搜索关注在线英语听力室公众号:tingroom,领取免费英语资料大礼包。
(单词翻译)
Perhaps you’ve seen the famous TED1 talk about so-called power poses. It encouraged viewers to change the course of their lives by assuming what are thought of as dominant2 postures3.
"So you make yourself big, you stretch out, you take up space. You're basically opening up. It's about opening up." That's Harvard researcher Amy Cuddy. Her talk is the second most-watched on the TED site: 37 million views. The 2010 study by Cuddy and colleagues that inspired the talk stated that striking power poses can affect your hormone4 levels, and in turn, your appetite for risk. Fake it til you make it, she said. Strike a pose, and "it could significantly change the way your life unfolds."
Problem is: that memorable5 advice looks suspect.
Because several studies, with many more participants, have tried to replicate6 the original results, and failed. The most recent attempt involved 247 male college students—nearly six times more volunteers than were in the original study. And the new study found that holding poses—dominant or otherwise—had no significant effect on testosterone and cortisol levels, or on risk-taking.
"The evidence is piling up that this might not be the most fruitful research track." Kristopher Smith, an evolutionary7 psychologist at the University of Pennsylvania. "These power pose effects aren't very reliable—and might not even be there." The analysis is in the journal Hormones8 and Behavior. [Kristopher M Smith, Coren L Apicella: Winners, losers, and posers: The effect of power poses on testosterone and risk-taking following competition]
Despite these replication failures, Amy Cuddy, of the TED talk, stands by her finding. She still says that, even if holding a pose doesn't affect your hormone levels, it still makes you feel more powerful. But this new follow-up study failed to find even that effect. And its authors aren't alone in their skepticism. One of the authors on the original 2010 power pose study, Berkeley researcher Dana Carney, announced a few months ago that she no longer believes power pose effects are real. She doesn't teach them. She even discourages studying them. So this could be the rare case where more research is not needed.
—Christopher Intagliata
1 ted | |
vt.翻晒,撒,撒开 | |
参考例句: |
|
|
2 dominant | |
adj.支配的,统治的;占优势的;显性的;n.主因,要素,主要的人(或物);显性基因 | |
参考例句: |
|
|
3 postures | |
姿势( posture的名词复数 ); 看法; 态度; 立场 | |
参考例句: |
|
|
4 hormone | |
n.荷尔蒙,激素,内分泌 | |
参考例句: |
|
|
5 memorable | |
adj.值得回忆的,难忘的,特别的,显著的 | |
参考例句: |
|
|
6 replicate | |
v.折叠,复制,模写;n.同样的样品;adj.转折的 | |
参考例句: |
|
|
7 evolutionary | |
adj.进化的;演化的,演变的;[生]进化论的 | |
参考例句: |
|
|
8 hormones | |
n. 荷尔蒙,激素 名词hormone的复数形式 | |
参考例句: |
|
|
本文本内容来源于互联网抓取和网友提交,仅供参考,部分栏目没有内容,如果您有更合适的内容,欢迎 点击提交 分享给大家。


▸ **Task brief**:
Go through the records and show each line where the word "plane" occurs.

▸ **Supplied entries**:
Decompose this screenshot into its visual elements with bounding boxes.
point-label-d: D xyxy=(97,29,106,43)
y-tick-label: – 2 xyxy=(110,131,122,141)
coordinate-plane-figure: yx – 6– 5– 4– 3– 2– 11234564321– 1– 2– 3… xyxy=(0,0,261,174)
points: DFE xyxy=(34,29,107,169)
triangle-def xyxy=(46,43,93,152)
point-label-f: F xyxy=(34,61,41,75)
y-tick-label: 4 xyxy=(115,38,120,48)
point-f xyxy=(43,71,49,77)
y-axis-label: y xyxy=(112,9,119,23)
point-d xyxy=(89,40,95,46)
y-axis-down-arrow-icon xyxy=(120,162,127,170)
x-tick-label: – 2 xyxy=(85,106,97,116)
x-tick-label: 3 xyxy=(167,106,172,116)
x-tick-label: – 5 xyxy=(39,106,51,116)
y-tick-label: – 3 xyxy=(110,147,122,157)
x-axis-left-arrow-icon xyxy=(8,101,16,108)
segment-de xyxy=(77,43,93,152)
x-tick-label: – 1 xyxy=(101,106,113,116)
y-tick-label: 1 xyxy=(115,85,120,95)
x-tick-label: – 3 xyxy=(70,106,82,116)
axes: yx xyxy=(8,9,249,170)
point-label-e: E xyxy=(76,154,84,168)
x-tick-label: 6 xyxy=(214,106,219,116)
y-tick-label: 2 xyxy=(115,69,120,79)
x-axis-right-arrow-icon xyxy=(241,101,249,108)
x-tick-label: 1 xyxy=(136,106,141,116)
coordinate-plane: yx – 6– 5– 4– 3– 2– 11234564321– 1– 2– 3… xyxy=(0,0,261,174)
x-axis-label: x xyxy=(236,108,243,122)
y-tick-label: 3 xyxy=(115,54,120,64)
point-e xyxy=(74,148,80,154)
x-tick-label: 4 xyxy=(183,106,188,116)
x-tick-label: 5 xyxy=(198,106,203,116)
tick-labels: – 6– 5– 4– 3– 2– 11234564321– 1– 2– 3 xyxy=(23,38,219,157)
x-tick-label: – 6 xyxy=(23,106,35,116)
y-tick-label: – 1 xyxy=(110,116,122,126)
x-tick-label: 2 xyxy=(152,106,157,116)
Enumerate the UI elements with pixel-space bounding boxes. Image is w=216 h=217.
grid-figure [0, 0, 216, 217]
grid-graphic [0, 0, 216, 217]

▸ **Answer space**:
coordinate-plane-figure: yx – 6– 5– 4– 3– 2– 11234564321– 1– 2– 3… xyxy=(0,0,261,174)
coordinate-plane: yx – 6– 5– 4– 3– 2– 11234564321– 1– 2– 3… xyxy=(0,0,261,174)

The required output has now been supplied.